TRANSFORMERS
This fall, structured jackets are kicking Michelle Obama’s cardigans to the curb.
After several seasons of sweet and ladylike, fashion has found its edge. The jacket -- be it long, loose and boyfriend-style by Stella McCartney, shrunken into a schoolboy silhouette at J.Crew, sequin-dusted at Zara, cropped and rendered in crisp white from 3.1 Phillip Lim or studded and shoulder-padded at Balmain -- is the key to fall’s strong mood.
And for good reason. No other piece of clothing, except perhaps a pair of heels, is as transformative. A jacket is an instant confidence-builder in uncertain times. It’s a kind of body armor that makes you sit straight and walk tall, and it covers a multitude of imperfections.
This season, the jacket is at the center of the 1980s trend, the motorcycle trend, the aviator trend and the return-to-professional-dressing trend. A jacket need not be expensive to command respect. But there is nothing like a jacket to make you appreciate good design -- the elegant drape of a shawl collar, the gentle embrace of a shaped waist, the perfect peak of a shoulder.
If all this talk about jackets sets off a wave of nostalgia for Pat Riley, “Miami Vice” and Melanie Griffith in “Working Girl,” remember: There is a difference in how jackets are being worn this fall and how they were worn in the Armani heyday of the ‘80s and ‘90s with pleated, full-legged trousers and corporate-looking, matchy-matchy pencil skirts.
The trick now is to balance a strong jacket with some leg. That could mean a bandage skirt (if you’re 22), leggings, skinny jeans or even just a strappy shoe. Because this time around, women aren’t just dressing like the boys, they’re making jackets their own.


▶ [How to complete this task]:
Wherever "plot" occurs in the entries, copy the line that holds it.

▶ [Given records]:
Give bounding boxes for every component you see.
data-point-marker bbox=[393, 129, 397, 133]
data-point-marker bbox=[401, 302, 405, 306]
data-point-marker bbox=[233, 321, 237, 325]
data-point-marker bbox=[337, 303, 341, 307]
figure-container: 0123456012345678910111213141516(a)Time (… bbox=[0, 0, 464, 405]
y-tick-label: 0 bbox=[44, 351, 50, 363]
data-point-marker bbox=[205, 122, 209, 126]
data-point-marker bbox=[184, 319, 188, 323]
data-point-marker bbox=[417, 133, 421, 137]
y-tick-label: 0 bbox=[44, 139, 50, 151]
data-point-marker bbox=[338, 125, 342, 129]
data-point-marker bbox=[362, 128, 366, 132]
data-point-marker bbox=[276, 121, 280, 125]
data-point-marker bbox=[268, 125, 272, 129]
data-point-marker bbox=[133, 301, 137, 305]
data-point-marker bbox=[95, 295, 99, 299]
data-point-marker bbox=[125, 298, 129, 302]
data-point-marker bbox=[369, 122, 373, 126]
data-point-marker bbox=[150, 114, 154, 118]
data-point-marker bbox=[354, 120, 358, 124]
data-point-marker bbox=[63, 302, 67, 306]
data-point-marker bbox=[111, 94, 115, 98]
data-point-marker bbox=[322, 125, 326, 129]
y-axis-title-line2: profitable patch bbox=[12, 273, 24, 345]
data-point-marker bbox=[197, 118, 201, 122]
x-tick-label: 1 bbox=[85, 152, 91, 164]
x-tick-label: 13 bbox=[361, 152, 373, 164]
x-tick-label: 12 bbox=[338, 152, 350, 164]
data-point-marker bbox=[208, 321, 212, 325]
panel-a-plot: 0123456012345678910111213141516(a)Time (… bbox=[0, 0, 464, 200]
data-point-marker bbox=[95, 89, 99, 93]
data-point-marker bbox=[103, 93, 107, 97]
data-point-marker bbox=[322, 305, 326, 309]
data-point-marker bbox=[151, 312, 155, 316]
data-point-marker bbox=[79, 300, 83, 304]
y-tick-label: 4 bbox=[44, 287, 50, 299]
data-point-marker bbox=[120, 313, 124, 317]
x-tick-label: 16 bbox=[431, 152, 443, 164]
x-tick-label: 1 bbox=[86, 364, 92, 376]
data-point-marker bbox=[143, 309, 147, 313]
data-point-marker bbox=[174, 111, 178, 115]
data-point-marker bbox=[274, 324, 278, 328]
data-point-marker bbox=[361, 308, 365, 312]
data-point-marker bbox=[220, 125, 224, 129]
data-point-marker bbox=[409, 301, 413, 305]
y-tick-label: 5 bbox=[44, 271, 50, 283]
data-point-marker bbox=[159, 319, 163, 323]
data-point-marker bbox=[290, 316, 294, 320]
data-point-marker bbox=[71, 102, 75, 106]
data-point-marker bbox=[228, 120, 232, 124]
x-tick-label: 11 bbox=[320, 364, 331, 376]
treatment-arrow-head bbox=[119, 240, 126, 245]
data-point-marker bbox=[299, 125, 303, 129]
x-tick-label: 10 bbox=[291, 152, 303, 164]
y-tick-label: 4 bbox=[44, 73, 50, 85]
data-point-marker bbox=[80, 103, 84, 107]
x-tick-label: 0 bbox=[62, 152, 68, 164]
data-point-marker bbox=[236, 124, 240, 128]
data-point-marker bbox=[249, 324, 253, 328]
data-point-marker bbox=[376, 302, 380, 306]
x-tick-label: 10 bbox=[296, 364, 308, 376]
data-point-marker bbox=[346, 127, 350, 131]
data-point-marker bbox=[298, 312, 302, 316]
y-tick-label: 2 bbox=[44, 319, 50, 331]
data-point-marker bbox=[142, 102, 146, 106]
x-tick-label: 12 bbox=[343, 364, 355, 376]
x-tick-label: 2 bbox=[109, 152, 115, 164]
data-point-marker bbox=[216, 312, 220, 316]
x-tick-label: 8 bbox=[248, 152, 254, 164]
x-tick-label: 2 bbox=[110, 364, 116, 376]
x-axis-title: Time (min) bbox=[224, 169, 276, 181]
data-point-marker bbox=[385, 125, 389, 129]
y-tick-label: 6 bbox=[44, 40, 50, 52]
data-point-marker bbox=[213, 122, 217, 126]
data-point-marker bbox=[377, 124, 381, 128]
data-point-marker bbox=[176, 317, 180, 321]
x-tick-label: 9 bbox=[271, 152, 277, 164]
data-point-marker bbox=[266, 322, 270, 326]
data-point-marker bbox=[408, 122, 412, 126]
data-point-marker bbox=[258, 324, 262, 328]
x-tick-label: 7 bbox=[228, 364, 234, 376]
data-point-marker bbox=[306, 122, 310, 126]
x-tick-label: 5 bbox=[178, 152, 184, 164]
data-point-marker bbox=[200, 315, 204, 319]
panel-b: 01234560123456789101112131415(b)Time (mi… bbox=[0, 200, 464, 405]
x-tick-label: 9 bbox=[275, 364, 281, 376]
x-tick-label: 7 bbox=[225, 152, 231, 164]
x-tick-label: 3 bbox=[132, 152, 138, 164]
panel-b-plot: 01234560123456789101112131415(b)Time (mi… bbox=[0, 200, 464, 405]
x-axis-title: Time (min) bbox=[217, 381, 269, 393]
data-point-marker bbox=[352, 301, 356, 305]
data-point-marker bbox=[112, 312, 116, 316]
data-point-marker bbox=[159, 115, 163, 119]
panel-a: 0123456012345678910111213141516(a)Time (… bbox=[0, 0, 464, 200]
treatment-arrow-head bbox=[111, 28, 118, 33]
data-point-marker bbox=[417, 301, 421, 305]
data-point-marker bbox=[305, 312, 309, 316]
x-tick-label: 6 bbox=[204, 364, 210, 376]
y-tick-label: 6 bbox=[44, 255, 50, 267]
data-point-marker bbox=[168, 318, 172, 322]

▶ [Exercise response]:
panel-a-plot: 0123456012345678910111213141516(a)Time (… bbox=[0, 0, 464, 200]
panel-b-plot: 01234560123456789101112131415(b)Time (mi… bbox=[0, 200, 464, 405]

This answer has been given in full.